It is notable that many of the biochemical and imaging-based biomarkers for cognitive per-formance in PD are “crossover” biomarkers from AD. No doubt this reflects in part the relativepaucity of available candidate PD biomarkers [29]. In addition, however, neuropathologicaldata suggest that CI in PD and in AD may in fact share some mechanistic underpinnings. Spe-cifically, postmortem examinations demonstrate that 29–50% of PDD patients have Aβ plaquesand neurofibrillary tangles characteristic of AD [30–34] concurrent with PD-defining alpha-synuclein pathology.

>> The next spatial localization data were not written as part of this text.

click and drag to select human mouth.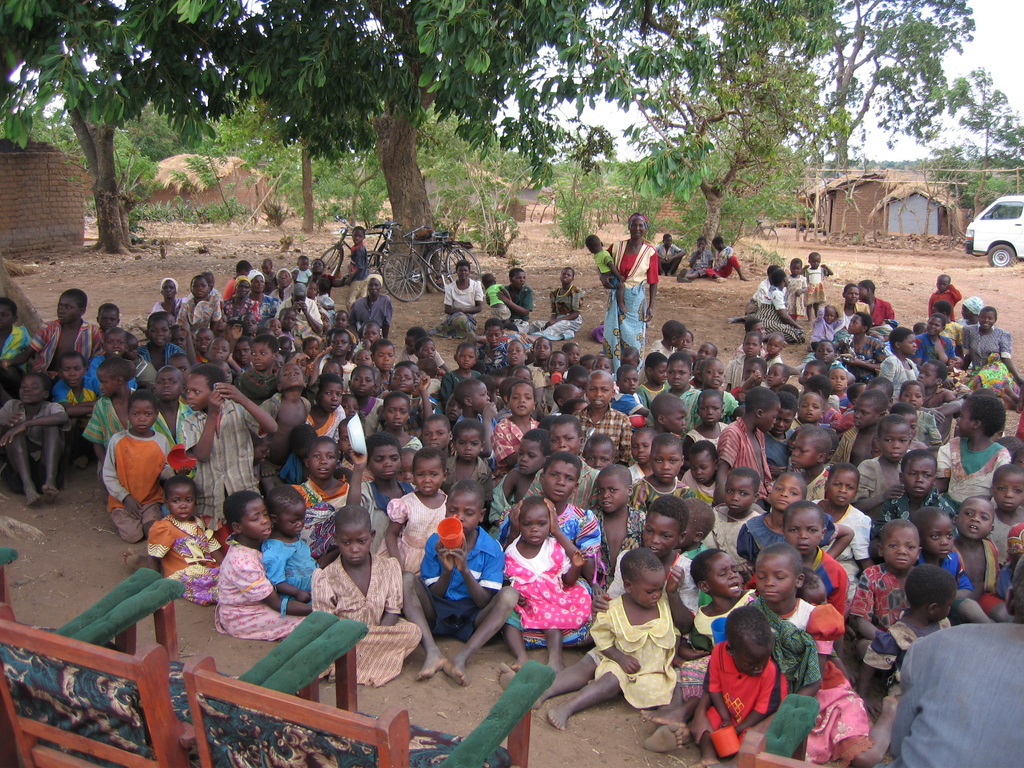
Selection: left=650, top=545, right=660, bottom=552.
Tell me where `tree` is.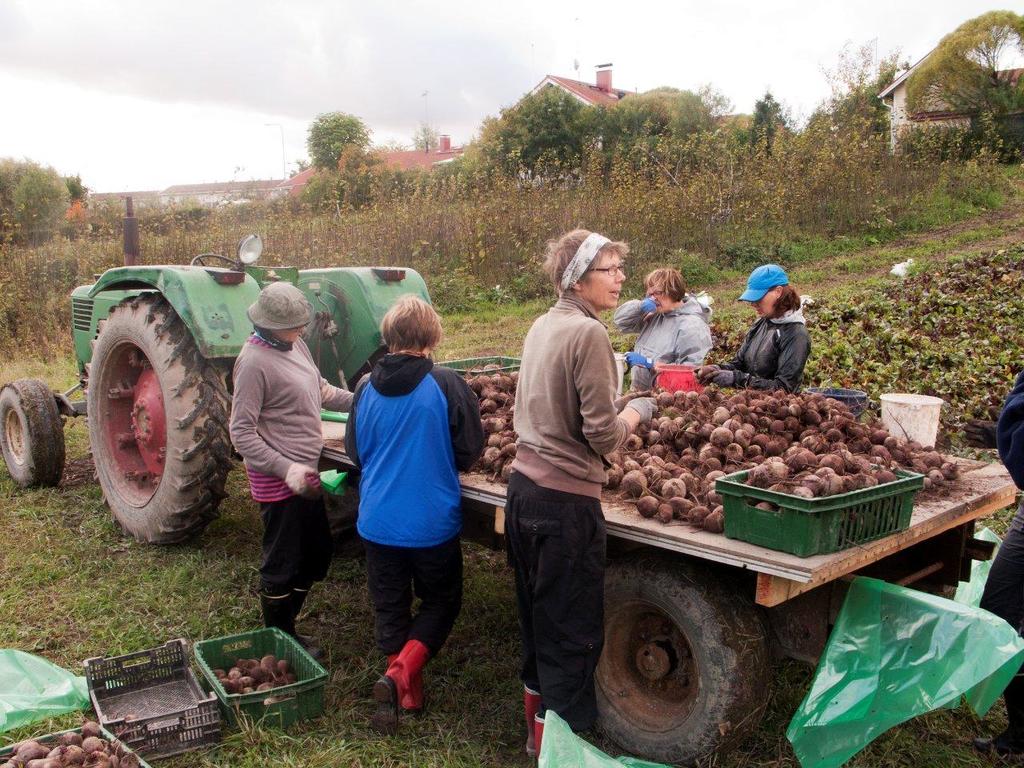
`tree` is at (0,155,87,246).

While there is an emerging literature on individual PD biomarkers, how biomarkers fromvarious modalities correlate with each other, and whether they represent the same vs. differentunderlying biological processes, is not well understood. In the present study, we cross-section-ally evaluated a panel of 17 biomarkers spanning multiple modalities in a densely-characterizedcohort of 75 PD patients across a spectrum of cognitive abilities. We sought to understand therelationship of these 17 biomarkers to each other. Additionally, because 5/17 markers in ourpanel have been strongly implicated in AD, we tested the hypothesis that an AD-derived bio-marker signature might identify PDD as well.

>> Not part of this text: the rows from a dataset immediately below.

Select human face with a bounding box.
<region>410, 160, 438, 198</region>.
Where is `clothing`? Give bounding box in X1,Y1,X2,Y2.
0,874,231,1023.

An AD-Derived Biomarker Signature Identifies PDD Patients

PLOS ONE | DOI:10.1371/journal.pone.0147319 January 26, 2016 2 / 17

Competing Interests: Dr. Trojanowski may accruerevenue in the future on patents submitted by theUniversity of Pennsylvania wherein he is co-Inventorand he received revenue from the sale of Avid to EliLilly as co-inventor on imaging related patentssubmitted by the University of Pennsylvania. Hereceives research support from the NIH, GSK,Janssen, Biogen and several non-profits. Dr. Chen-Plotkin is the inventor of a patent pending from theUniversity of Pennsylvania on biomarkers forParkinson’s disease diagnosis; the biomarkerscovered by this patent do not concern cognition. Dr.Weintraub has received research funding or supportfrom Michael J. Fox Foundation for Parkinson’sResearch, NIH, Novartis Pharmaceuticals,Department of Veterans Affairs, and AvidRadiopharmaceuticals; honoraria from AbbVie, Biotie,Teva Pharmaceuticals, Otsuka, UCB, Clintrex LLC,and the CHDI Foundation; license fee payments fromUPenn for the QUIP and QUIP-RS; royalties fromWolters Kluweland; and fees for legal consultation forlawsuit related to antipsychotic prescribing in a PDpatient.

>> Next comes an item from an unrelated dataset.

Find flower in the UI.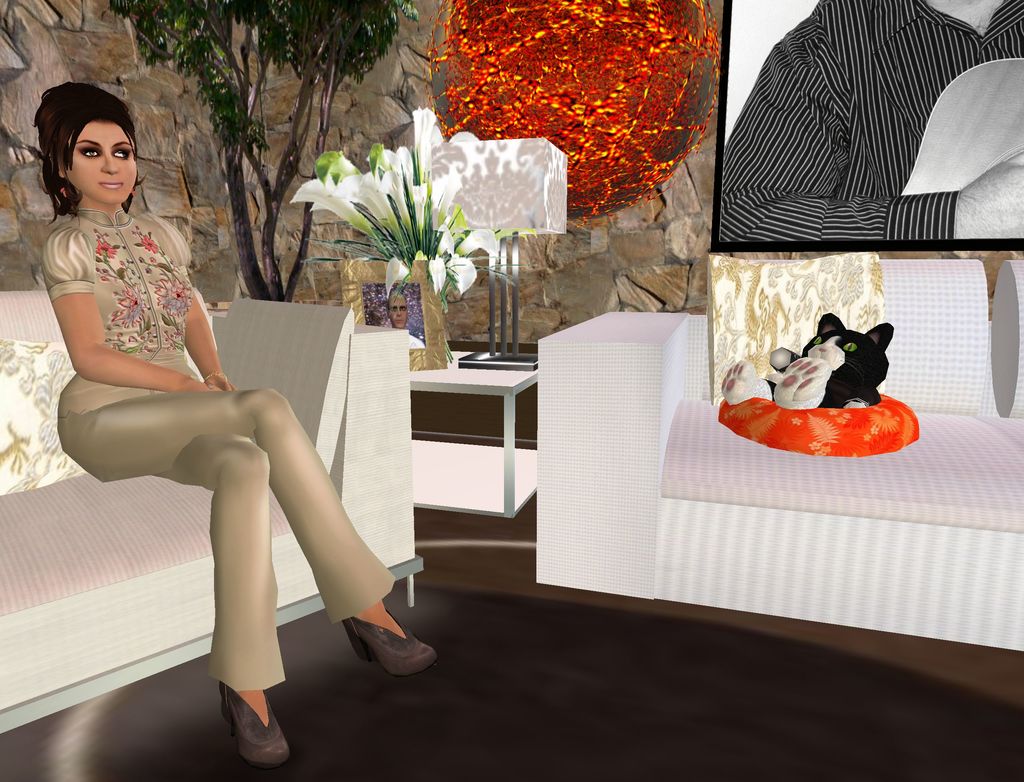
UI element at <region>412, 101, 433, 185</region>.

MethodsPlease see S1 Methods for additional details.

ParticipantsUPenn Udall Cohort. The University of Pennsylvania Institutional Review Board approved

the protocols and consent procedures. Written informed consent was obtained from all partici-pants in the study. In the case of individuals with limited capacity to consent, consent was obtainedfrom an authorized representative of the patient. Additional details may be found in S1Methods.

75 patients were prospectively enrolled into the present study from the UPenn subspecialtymovement disorders clinic, provided that they met the UK Brain Bank diagnostic criteria for PD[35]. These individuals represent the first 75 subjects prospectively enrolled for the Intensive Assess-ment Cohort of the UPenn Udall Center, which has a planned enrollment of 150 PD patients. Allpatients first presented to clinical attention for PD symptoms; however, a subset developed demen-tia over the course of disease, and these individuals already met criteria for PDD by the time ofenrollment into this study. For each patient, 17 candidate biomarkers (Table 1, S1 Table) were cap-tured within one year, representing the baseline visit for each patient’s enrollment into the study.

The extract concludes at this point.